When the Rabbi cautiously nodded his white-topped head, the Admiral turned to face the voice. ‘Yes, you’re real, enough,’ he said, prodding a Swiss guardsman in the chest. ‘So I will listen – but no more than that.’
The guard had seen a great deal in a short life and certainly too much to worry about honour or insults. On duty, he could not be offended. ‘Your presence is required,’ he repeated evenly.
‘By His Holiness and now?’ Slovo helpfully expanded.
The guardsman’s eyes glittered slightly in assent. ‘My message is delivered,’ he said. ‘Make or mar as you will.’ Three steps backward and he was gone as suddenly as he’d arrived.
‘You should go,’ advised Rabbi Megillah, as gently as he could. ‘We are doing nothing here—’
‘Precisely!’ said the Admiral, smiling tightly. ‘I am increasingly attached to nothing, whilst the calls to something grow dimmer by the day. And when that something is the murky labyrinth of His Apostolic Holiness’s world, the sentiment is infinitely multiplied.’
Megillah recognized the mental state all too well, but naive friendship still caused him to shake his head and tut-tut.
‘I know, I know,’ said Admiral Slovo, levering himself up and dropping some coins on their table, ‘but what can he do to me? What can he take that I value? My disposition makes me a free man in a world of slaves. Disappearing messengers and Swiss escorts, both be damned; come and walk with me awhile. Tell me some more about your end of the Universe.’
The two old men pottered off.
At the end of the Via Sacra, on the point of leaving the old Roman Forum, they paused before the ancient Arch of Titus.
‘Everything is there,’ observed the Rabbi, ‘recorded in stone by Emperor Titus’s craftsmen. The spirit of rebellion, human strife, the loss of all that we held dear manifested in the structure of our Temple.’
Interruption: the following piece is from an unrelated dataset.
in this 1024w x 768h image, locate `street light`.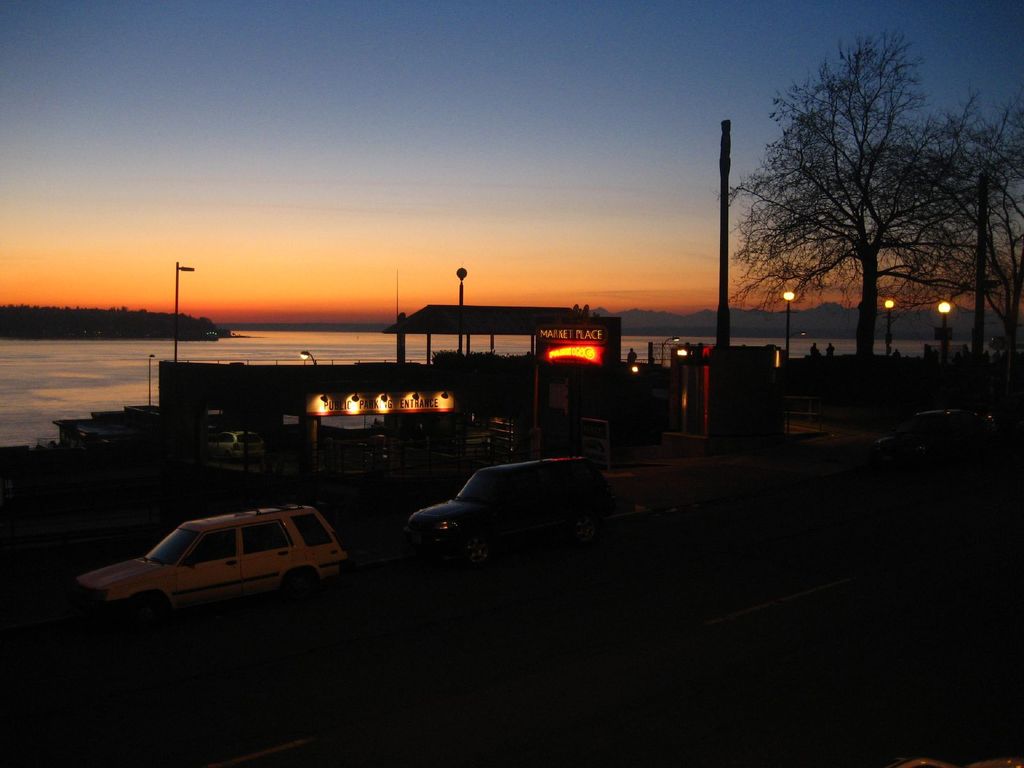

‘But the triumph shown,’ interjected the Admiral, ‘is that of a dead Emperor of a dead Empire. Whereas you, the vanquished tribe, are still extant. Who then is the actual victor? There is that comfort to be drawn here.’
Rabbit Megillah nodded. ‘I concede,’ he smiled, ‘there might, on reflection, be a multiplicity of lessons contained within this monument.’
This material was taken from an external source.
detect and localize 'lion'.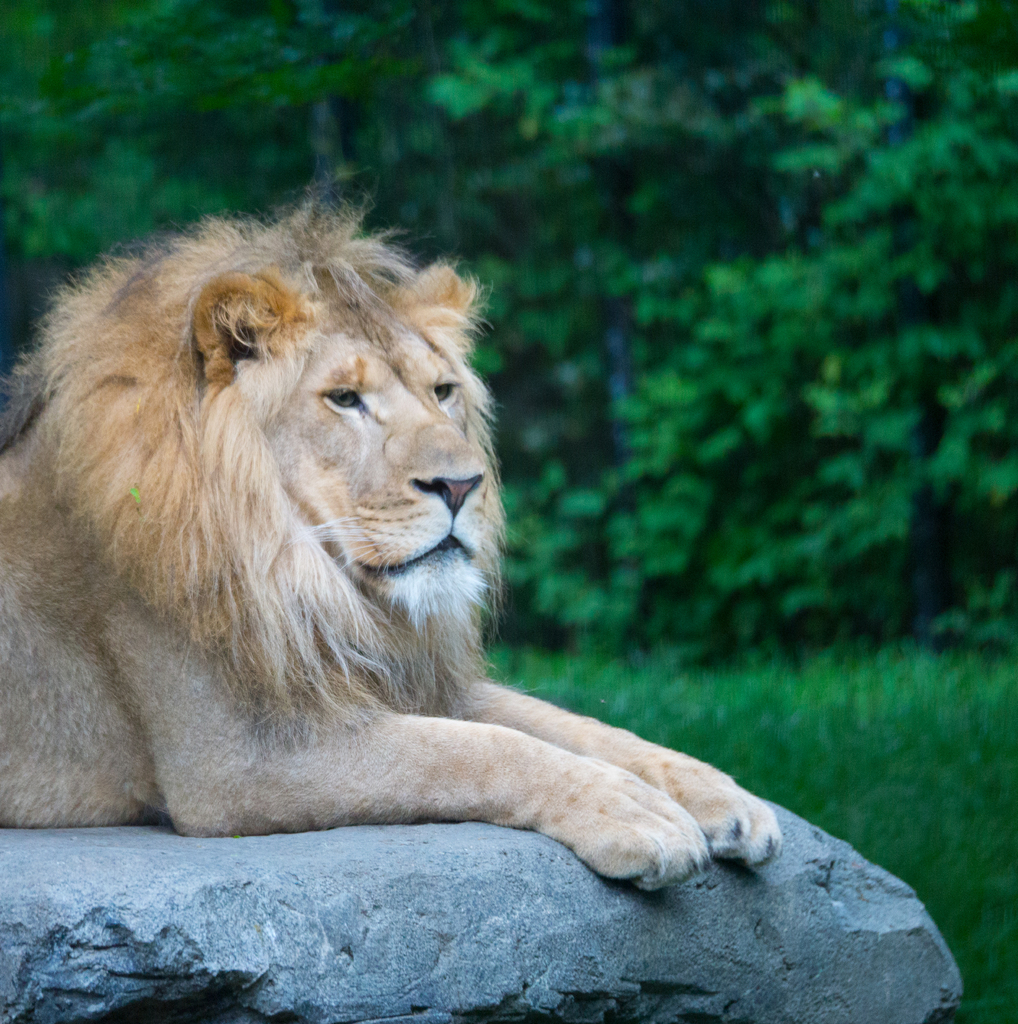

‘They may have your Menorah,’ said Slovo, pointing to the scene of the sacred Temple candelabrum being borne aloft by exulting Romans, ‘but what good did it do them, eh?’
The Rabbi was never given the opportunity to answer.
The carved images and decorations of the Arch began to boil and writhe, rising in and out of the depth of the stone like tiny figures in a snake-pit.
Slovo heard Rabbi Megillah gasp and thus knew that he was not alone in this between-world. However, since his companion was by profession and birth a natural victim, there was precious little comfort in that.
Suddenly, from deep inside the Arch’s interior, a life-size head and torso burst forwards with enormous force. As the stone strained and bulged, a man’s face broke through into the open. He screamed and his eyes were full of horror.
A second and third figure joined the first in similar manner, as if they’d been hurled against a permeable membrane. They struggled fiercely, striving to be fully free, howling horribly all the while, but could get no further.